January 3, 2008 at 3:56 am
Does anyone have a solution which will allow them to query a number of databases on a number of remote servers (assuming identical schema on each), and pump the results into either a new or existing table on another server/database?
We have the requirement to pull data from many (150+) remote SQL Servers and store it locally for reporting purposes.
Any thoughts?
January 4, 2008 at 7:50 am
One method would be to build 150+ Linked Servers from your centralized SQL Server machine, that uses dynamic SQL to run the same query/stored procedure against all of your 150+ databases. The dynamic sql would run the same query, just changing the FROM clause to "point" to each database as it is executed.
Depending on your needs you can write the results to one large table or split up the writes to many tables however you need.
Happy T-SQLing!
"Key"
MCITP: DBA, MCSE, MCTS: SQL 2005, OCP
January 4, 2008 at 9:24 am
Another method is to use a lookup table. This is helpful especially if you have a multi-customer environment where you have to be selective in the databases to be included in queries. The lookup table contains server and database names, along with additional flag columns to determine query selectivity. Maintenance is the only drawback to this.
I think the challenging part will be performance and how fast you can query data and pull it into your reporting table. I was faced with this same issue and found performance came to a crawl when trying to insert directly from source database to reporting table. I ended up creating a staging table, identical to reporting table, in each source database, inserted data into staging table, then used SSIS (or DTS if on 2000) to pump data into reporting table. It wasn't pretty, but was a lot faster and got the job done.
January 22, 2008 at 12:38 pm
If you have the option of using replication, create a "Data Mart" as Microsoft and others call them. Your local server will consist of a database that is the subscriber of all of the servers and the distributer. It will pull all the data into the one local database presuming all the other systems are publishers.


> _Task requirements_
Within the listing below, count the lines that have the string "labels". Answer with that number only.

> _Record excerpts_
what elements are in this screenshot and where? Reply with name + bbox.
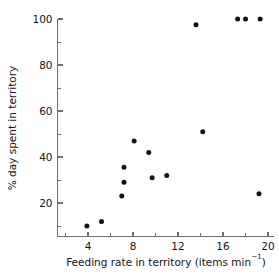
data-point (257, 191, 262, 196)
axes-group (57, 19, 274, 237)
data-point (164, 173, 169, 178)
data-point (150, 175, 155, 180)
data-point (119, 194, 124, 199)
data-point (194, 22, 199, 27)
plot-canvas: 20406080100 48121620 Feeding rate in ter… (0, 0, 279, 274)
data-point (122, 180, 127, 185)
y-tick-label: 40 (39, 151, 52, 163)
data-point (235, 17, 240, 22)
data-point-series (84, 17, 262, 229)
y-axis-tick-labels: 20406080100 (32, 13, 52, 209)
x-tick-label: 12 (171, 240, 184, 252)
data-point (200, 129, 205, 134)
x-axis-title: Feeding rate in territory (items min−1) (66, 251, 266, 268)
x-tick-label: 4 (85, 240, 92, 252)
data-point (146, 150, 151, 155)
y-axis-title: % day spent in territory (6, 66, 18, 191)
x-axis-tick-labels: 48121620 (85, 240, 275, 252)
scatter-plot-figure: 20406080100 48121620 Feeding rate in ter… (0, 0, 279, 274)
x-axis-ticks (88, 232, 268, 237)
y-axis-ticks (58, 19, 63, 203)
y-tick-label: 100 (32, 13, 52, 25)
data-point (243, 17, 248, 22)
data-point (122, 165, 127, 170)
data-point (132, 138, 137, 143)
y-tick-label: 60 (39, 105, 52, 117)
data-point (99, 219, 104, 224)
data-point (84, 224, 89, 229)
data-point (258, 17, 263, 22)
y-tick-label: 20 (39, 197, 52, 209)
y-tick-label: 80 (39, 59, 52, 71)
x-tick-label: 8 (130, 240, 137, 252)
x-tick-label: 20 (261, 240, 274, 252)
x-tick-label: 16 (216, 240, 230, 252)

---

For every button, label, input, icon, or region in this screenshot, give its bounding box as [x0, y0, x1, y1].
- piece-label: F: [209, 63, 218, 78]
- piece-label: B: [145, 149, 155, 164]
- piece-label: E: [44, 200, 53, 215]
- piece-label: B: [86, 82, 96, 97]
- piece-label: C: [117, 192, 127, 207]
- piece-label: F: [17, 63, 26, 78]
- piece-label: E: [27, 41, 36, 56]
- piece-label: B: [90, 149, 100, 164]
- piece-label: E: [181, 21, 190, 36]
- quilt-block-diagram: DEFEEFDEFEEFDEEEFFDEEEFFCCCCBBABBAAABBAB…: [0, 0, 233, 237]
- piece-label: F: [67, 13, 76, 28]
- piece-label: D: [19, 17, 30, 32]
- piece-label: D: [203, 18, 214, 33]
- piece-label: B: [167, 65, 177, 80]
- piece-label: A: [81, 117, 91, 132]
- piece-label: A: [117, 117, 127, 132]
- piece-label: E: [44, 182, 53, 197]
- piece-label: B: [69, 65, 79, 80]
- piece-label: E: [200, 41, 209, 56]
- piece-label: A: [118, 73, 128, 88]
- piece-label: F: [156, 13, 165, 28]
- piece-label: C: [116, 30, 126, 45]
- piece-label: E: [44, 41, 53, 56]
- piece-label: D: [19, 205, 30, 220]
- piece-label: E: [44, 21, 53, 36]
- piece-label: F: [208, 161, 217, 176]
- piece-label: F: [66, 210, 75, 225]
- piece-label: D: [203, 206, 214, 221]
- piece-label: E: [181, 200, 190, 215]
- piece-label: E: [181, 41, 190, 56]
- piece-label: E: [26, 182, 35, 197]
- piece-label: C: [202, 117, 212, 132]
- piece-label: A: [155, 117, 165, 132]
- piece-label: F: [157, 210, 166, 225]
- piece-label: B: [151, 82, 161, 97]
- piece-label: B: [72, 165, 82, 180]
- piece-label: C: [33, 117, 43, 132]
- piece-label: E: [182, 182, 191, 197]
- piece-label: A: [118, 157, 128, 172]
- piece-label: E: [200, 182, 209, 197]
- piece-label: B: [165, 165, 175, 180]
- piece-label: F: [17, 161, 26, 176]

--

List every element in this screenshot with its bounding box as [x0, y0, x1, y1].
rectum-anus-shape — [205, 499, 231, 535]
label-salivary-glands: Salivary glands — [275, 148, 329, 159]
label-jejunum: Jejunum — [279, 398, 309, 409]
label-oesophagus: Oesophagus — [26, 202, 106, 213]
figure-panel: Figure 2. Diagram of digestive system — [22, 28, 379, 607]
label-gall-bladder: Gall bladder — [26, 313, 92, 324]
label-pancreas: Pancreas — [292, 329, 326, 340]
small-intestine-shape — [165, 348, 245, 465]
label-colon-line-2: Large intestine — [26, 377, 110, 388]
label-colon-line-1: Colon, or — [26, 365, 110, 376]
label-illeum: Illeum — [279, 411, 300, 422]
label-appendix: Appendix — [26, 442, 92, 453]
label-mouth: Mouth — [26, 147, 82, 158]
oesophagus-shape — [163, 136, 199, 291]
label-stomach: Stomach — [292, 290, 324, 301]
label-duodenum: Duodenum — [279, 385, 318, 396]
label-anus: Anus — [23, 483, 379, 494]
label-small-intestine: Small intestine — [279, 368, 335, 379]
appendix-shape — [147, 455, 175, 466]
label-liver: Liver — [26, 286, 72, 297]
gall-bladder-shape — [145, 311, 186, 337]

> _Task answer_
2